An image keeps returning from the blossom meeting this year, 2022. A young girl I had earlier seen playing in the gardens looked over the wall with her father, as we were waiting for the light to fade. They disappeared and then reappeared, looking in at the gate but not entering. I was caught up in the music and the people already there. I didn't go to speak to them and invite them in. They left without joining us.


How do we make space for people to come together? As artists, how do we enter a place without imposing our own agendas onto others’ lives? How do we tread carefully, take time to speak and listen, find ways for witnessing and wayfaring? Let us not be another thing in the world that tears lives down, but a force that brings humans together.



Rachel Jacobs is a practising artist, academic researcher, interactive games designer, writer, arts facilitator and a consulting editor to Emerging Voices. In 1996, she co-founded the award-winning artist collective Active Ingredient.
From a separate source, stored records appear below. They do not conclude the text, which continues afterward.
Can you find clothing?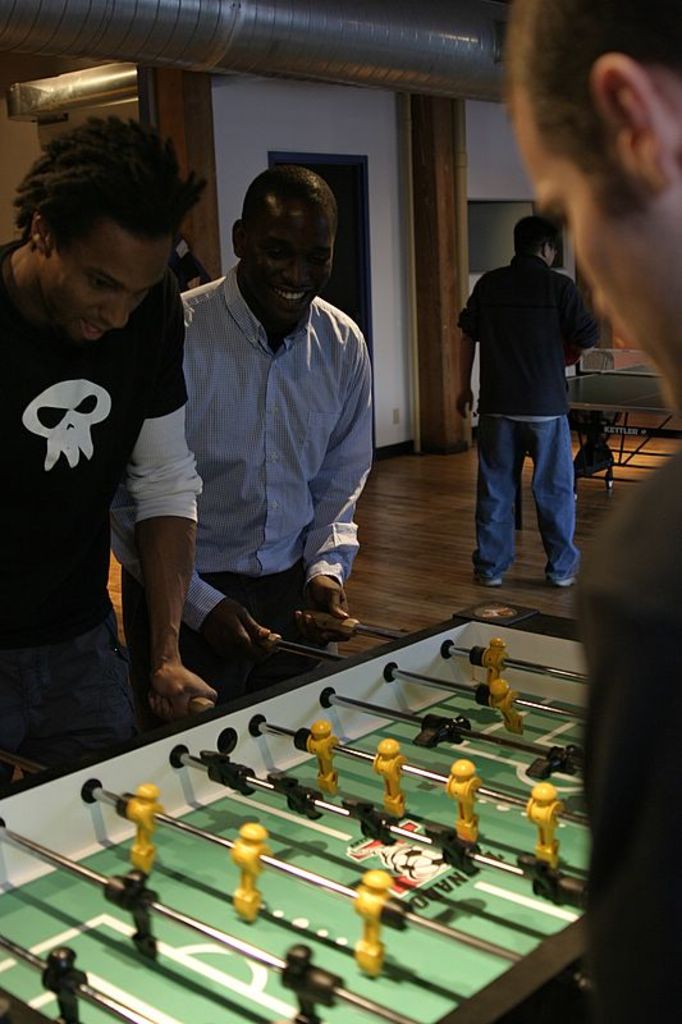
Yes, bounding box: 0 236 201 805.
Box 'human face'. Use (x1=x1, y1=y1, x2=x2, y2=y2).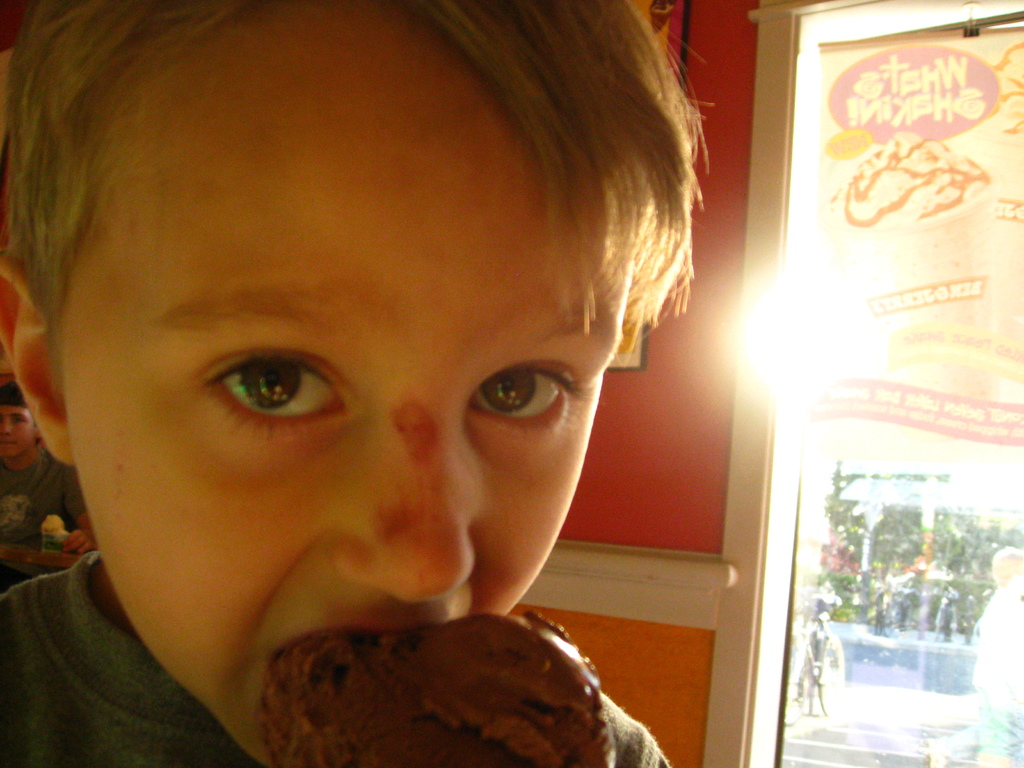
(x1=59, y1=0, x2=632, y2=767).
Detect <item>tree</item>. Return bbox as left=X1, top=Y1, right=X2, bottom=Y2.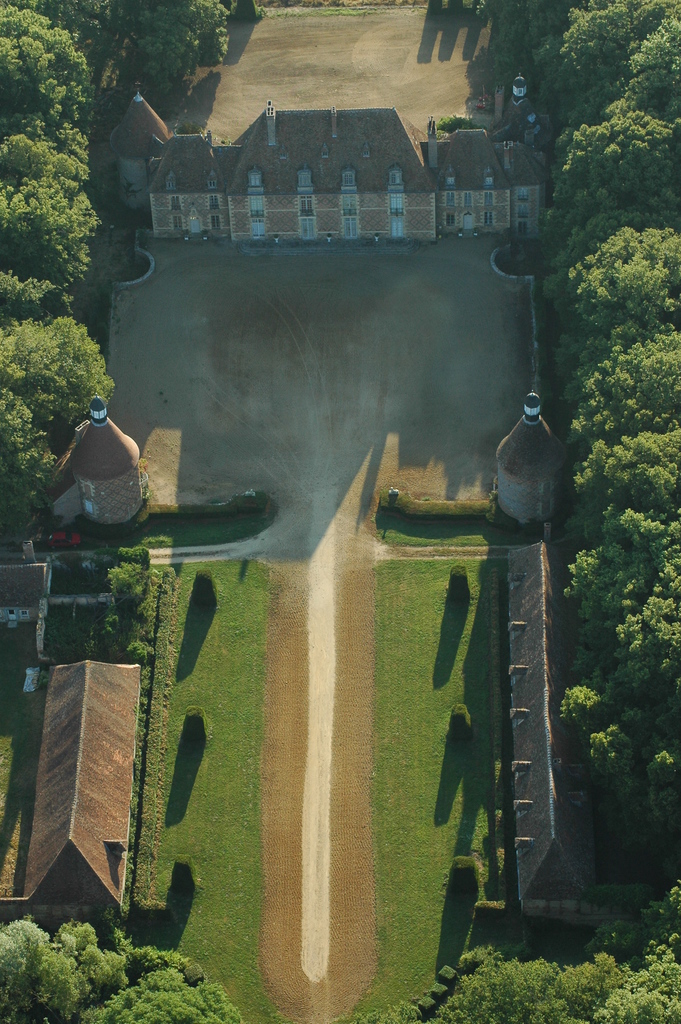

When the Future Comes & Future Machine is a collaboration between artists Rachel Jacobs, Juliet Robson, Frank Abbott, Caroline Locke, Wallace Heim, Esi Eshun and musicians Alexandre Yemaoua Dayo and David Kemp. Future Machine has been developed by Rachel Jacobs, Robin Shackford, Dominic Price, Matt Little, Matthew Gates, researchers from the University of Nottingham, Prof John King from the British Antarctic Survey and people who took part in public workshops across England. Supported using public funding by Arts Council England, Furtherfield Gallery and Horizon Digital Economy and the Mixed Reality Lab, University of Nottingham.